Vegetarian chili!

I made a big pot of vegetarian chili for my anti-Superbowl party (beer, classic snacks, the company of friends, but no annoying game to sit through)yesterday and I'm really happy with how it came out. I think part of the trick is that I didn't really add any water--all the liquid came from the tomato products and maybe a tad from not-perfectly-drained reconstituted TVP.  I was especially happy that it was flavorful enough since the TVP was totally unseasoned. (You can buy beef or chicken flavored TVP and I think I've used that in the past.)

To the best of my memory, this is what I did (in a humongous 11-qt stockpot, which was useful because it's thick and can kind of splash if it bubbles when it's cooking--but this doesn't make anywhere close to 11 quarts of chili, as eyeballing the recipe should reveal):

-2 onions, chopped relatively fine, sauteed in a healthy (haha) amount of oil with some (1 TBS each?) cumin and chili powder (mine was labelled "mild". Can't remember where I got it.)

Added after a while:
-2 smallish red peppers, diced relatively fine (more so than the onions)
-3 cloves of garlic, minced
-about 1-1.5 (dry) cups of unflavored TVP, the sort with a texture approximating ground beef/turkey, reconstituted with boiling water (but I mostly tried to squeeze the water out again before adding to the pot)
-1 jalapeno pepper, diced (including seeds)

I stirred that around for awhile, then added:
-3 (small-14-16oz) cans of fire-roasted diced tomatoes, 1 of which was pulverized in the food processor)
-about the equivalent of 1 more can of not-fire-roasted tomatoes, also pulverized
-about 1/4 cup (maybe less? maybe 2 TBS?) of cocoa powder
-a bunch more cumin, a bunch more chili powder, some dried oregano (ground between my palms, which I believe makes it more potent somehow), a bunch of paprika, maybe 1/4-1/2 tsp of liquid smoke
-2 cans of low-sodium dark red kidney beans (drained)
-2 cans of low-sodium pinto beans (drained)
-3 more cloves of garlic, minced

 I let it cook on a pretty low flame for a good long while. It needed a little bit of salt.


Task:
Gather all lines with "icon" from the records.
Exercise data section start
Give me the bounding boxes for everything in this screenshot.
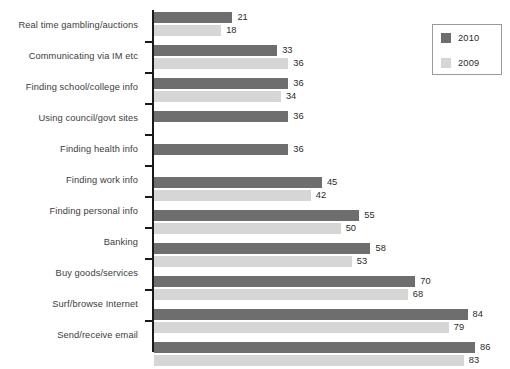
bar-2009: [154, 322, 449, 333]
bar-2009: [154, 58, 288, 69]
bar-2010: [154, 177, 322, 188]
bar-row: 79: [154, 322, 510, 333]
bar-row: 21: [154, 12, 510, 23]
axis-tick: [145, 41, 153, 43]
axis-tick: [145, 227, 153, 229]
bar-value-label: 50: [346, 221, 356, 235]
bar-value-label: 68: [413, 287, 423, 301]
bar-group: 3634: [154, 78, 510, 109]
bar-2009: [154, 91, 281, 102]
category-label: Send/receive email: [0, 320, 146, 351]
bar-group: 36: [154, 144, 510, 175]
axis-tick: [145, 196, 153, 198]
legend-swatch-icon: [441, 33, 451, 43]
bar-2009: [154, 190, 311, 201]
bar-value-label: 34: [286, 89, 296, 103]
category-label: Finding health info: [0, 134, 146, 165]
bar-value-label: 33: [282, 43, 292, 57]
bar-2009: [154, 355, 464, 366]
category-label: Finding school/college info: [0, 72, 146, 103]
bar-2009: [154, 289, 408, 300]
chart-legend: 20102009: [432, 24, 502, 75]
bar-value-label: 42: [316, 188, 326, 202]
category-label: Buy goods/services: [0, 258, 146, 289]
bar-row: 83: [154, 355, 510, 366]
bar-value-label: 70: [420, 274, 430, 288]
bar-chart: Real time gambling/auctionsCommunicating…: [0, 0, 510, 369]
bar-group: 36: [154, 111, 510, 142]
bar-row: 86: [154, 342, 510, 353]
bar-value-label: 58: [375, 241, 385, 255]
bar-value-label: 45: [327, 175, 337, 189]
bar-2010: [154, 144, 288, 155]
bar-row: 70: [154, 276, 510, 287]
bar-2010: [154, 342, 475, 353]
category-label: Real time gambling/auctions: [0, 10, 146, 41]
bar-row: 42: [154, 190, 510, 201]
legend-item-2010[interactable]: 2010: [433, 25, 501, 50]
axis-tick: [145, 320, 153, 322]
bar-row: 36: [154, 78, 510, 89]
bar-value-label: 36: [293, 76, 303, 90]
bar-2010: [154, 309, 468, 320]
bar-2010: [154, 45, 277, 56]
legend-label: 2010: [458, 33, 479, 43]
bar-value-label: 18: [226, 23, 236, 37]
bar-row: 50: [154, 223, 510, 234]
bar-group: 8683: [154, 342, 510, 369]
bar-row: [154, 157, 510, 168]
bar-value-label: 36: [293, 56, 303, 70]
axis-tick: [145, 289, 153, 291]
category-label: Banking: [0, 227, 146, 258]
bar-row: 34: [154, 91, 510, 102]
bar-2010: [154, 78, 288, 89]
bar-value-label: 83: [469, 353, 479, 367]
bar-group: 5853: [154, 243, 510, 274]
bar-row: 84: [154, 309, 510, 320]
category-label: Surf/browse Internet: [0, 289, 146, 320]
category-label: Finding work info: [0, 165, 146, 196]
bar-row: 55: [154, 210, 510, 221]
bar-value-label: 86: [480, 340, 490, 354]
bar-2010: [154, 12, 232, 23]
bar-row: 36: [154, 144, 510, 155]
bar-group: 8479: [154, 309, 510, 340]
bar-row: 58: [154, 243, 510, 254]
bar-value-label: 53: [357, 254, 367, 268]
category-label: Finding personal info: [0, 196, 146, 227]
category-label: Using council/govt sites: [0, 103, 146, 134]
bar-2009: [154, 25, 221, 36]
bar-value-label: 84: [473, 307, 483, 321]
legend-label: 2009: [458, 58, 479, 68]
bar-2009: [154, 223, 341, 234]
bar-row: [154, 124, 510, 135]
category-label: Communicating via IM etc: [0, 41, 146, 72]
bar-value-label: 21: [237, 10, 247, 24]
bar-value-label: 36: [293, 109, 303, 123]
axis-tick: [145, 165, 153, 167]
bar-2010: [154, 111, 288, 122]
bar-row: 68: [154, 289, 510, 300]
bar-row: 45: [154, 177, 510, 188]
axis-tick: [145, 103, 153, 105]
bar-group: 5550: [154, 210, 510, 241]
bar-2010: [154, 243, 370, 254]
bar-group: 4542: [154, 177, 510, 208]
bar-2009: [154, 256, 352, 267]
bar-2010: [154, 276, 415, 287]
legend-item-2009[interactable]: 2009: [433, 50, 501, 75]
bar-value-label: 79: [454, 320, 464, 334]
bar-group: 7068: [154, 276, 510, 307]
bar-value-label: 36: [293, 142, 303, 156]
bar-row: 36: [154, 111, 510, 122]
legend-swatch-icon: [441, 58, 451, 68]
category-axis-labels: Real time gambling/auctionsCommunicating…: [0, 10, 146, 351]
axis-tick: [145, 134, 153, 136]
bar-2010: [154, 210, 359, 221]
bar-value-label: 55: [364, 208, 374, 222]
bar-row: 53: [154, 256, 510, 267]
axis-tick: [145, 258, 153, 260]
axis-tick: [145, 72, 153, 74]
Exercise data section end
Solved problem:
legend-swatch-icon: [441, 33, 451, 43]
legend-swatch-icon: [441, 58, 451, 68]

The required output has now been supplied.